Looking back on his earlier years in the beauty world, Borba has characterized that chapter as driven by excess and pride, and he has described himself as “a poster boy for luxury living,” recalling time spent “running around with the likes of Paris Hilton, and partying with Kardashians and just doing up the Hollywood life,” according to ABC7. He walked away from his fortune, donating his wealth—among it luxury cars and a California beach house—to charity. He sold his possessions and moved to St. Patrick’s Seminary in Menlo Park, California, where he now lives in a small, sparsely furnished room, saying his life has been pared down to essentials yet filled with a deeper sense of contentment. He credits family, friends, his community, and the priests and formation team around him for support as he moved through formation as a deacon and seminarian toward priestly ordination this month.

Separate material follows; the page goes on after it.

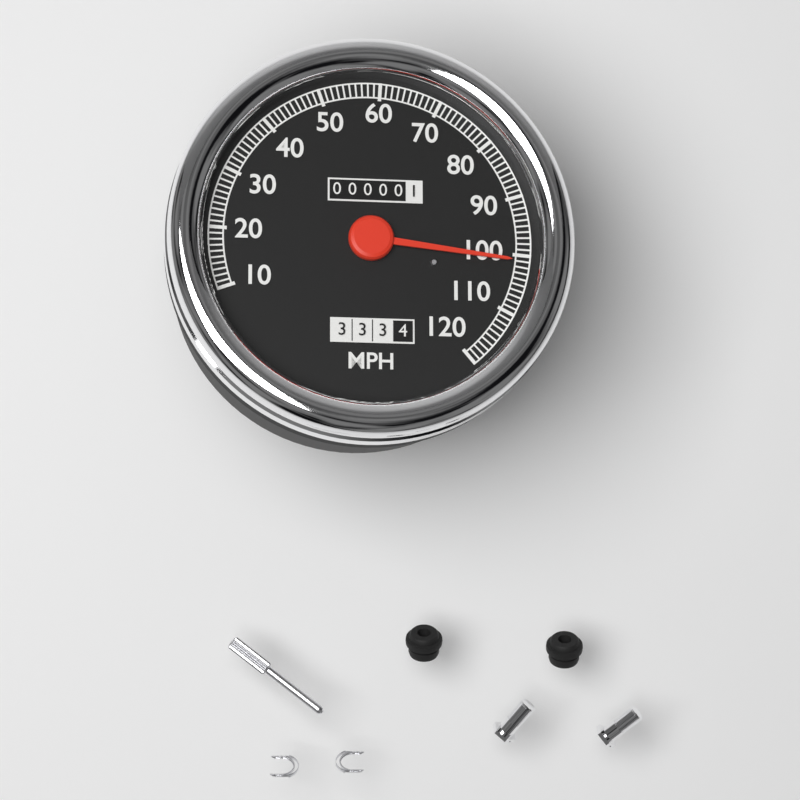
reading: 101 MPH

E.l.f. Cosmetics, which Borba co-founded in 2004, has become a billion-dollar brand popular with budget-conscious shoppers across major retailers including Target, Walmart, and Ulta Beauty. The company has been involved in billion-dollar deals and in 2025 added Hailey Bieber’s Rhode label, underscoring the continued momentum of the brand he once helped build even as he charted a very different personal path. His journey also arrives amid broader conversations about vocation and the age profile of clergy. While the national averages place new U.S. priests in their early thirties and show few seminarians over 50, some supporters see Borba’s late vocation as an example with the potential to encourage others to consider religious life. One academic observer has expressed hope that the authenticity of his call could help lead more people toward faith, even as his case remains unusual within current trends.
Ireland ordination
Beyond the US, new ordinations continue to advance in other dioceses, highlighting how individual stories intersect with wider demographic shifts. In Ireland, for example, Tiernan Burke is scheduled to be ordained for the Diocese of Cloyne on May 24 at St Colman’s Cathedral in Cobh. At 41, he will be the second youngest priest in his diocese and says the priesthood was in his mind from a young age; he began actively pursuing his vocation in 2017 after attending an ordination that he described as the decisive moment inspiring him to explore the call. Survey data there point to an aging presbyterate: an estimated 15% of priests are over 75 and still working, more than a quarter are between 60 and 75, and only 2.5% are under 40. Against that backdrop, Borba’s ordination in California this month stands as both a personal milestone and a case study in how callings can surface later in life, even as most new entrants to the priesthood arrive much earlier.